12. Duo standing proudly in Maxwell's Salvage yard about three years after the war. He is perched on the peak of a loose stack of scrap metal, and he is grinning broadly in that devilish matter he sometimes wore like a shield. He is staring directly into the lens of a camera held by an unknown photographer. Hilde? Quatre? I believe that I would have remembered taking such a photo. And while the opportunity presented itself many times over. I rarely took advantage of it. It's one of the many things I now regret.

13. Hn. Another photo I took during that photography class. This one is in color and showcases Duo yet again. He was an ideal subject. It captures him in a rare reflective moment. He is sitting in an overstuffed high-backed chair positioned in a band of filtered sunlight. His legs are curled under him, his chin rests in the bowl of his palm, and he is reading a tattered book of Old Earth poetry. He is framed in soft amber afternoon light. Dust motes, glittering like fireflies, surround him in a halo. The picture exudes warmth. This is the picture I remember most often when he comes to mind.

14. Without this photo, I think I would have forgotten this moment entirely. It's so easy to forget the little things. They leave first, and are harder to recapture, but this picture brings me back to that day in a heartflash. Duo and I had arranged to meet at an outdoor cafe. I was doing surveillance and needed to finish off a roll of the old-style film (the newer digital film wasn't as reliable back then), and took an impulsive picture of Duo. The photo captures him just as he was reaching into his water glass for an ice cube to cool his coffee. He is caught; unaware of any audience, staring onto middle distance with two of his fingers immersed in the glass. Even without a subject to pin his focus on, his statement is intense. I never did find out what he was thinking about in that moment. He never confessed it to me.

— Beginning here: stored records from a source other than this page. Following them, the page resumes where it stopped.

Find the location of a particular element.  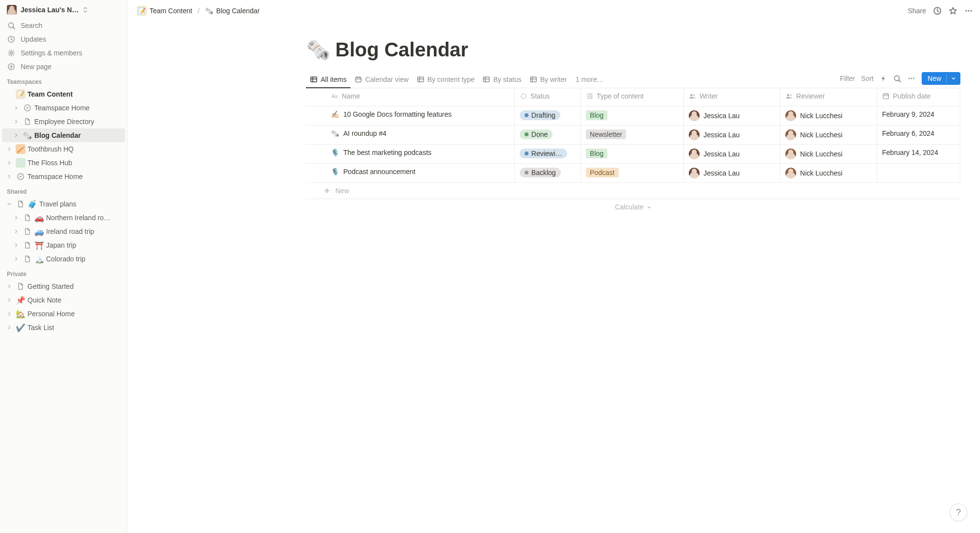

view-tab: By writer is located at coordinates (548, 80).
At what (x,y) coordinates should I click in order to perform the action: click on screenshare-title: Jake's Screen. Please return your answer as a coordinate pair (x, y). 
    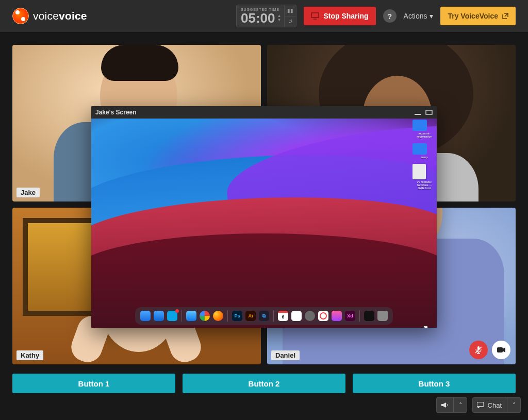
    Looking at the image, I should click on (116, 112).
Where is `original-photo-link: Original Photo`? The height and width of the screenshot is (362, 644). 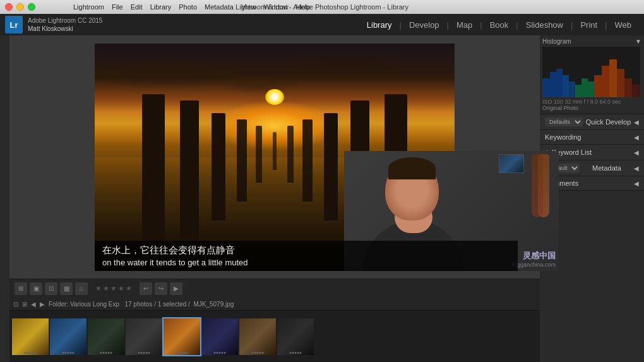 original-photo-link: Original Photo is located at coordinates (592, 108).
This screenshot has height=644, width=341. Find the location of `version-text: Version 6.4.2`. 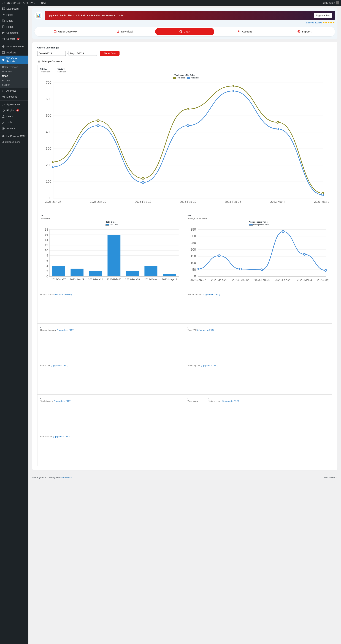

version-text: Version 6.4.2 is located at coordinates (331, 478).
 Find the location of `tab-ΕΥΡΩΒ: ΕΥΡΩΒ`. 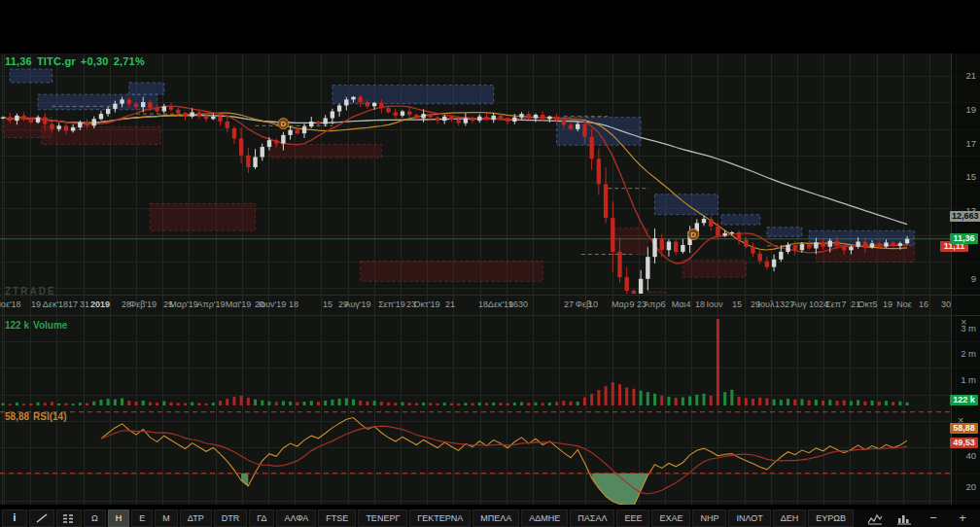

15. This is the last picture I have of Duo. I thought we'd have more time for the smaller things in life. But it turns out that life had other plans for both of us. The small bronze plaque is nearly indistinguishable among the rough texture of the bark and the long sweeping branches of the willow tree. I think he would have appreciated the humor inherent in hiding his memorial in such a way. And it seems as if the tree is sad... and it weeps for me.

And I turn the last photo over. And I close my heavy eyes.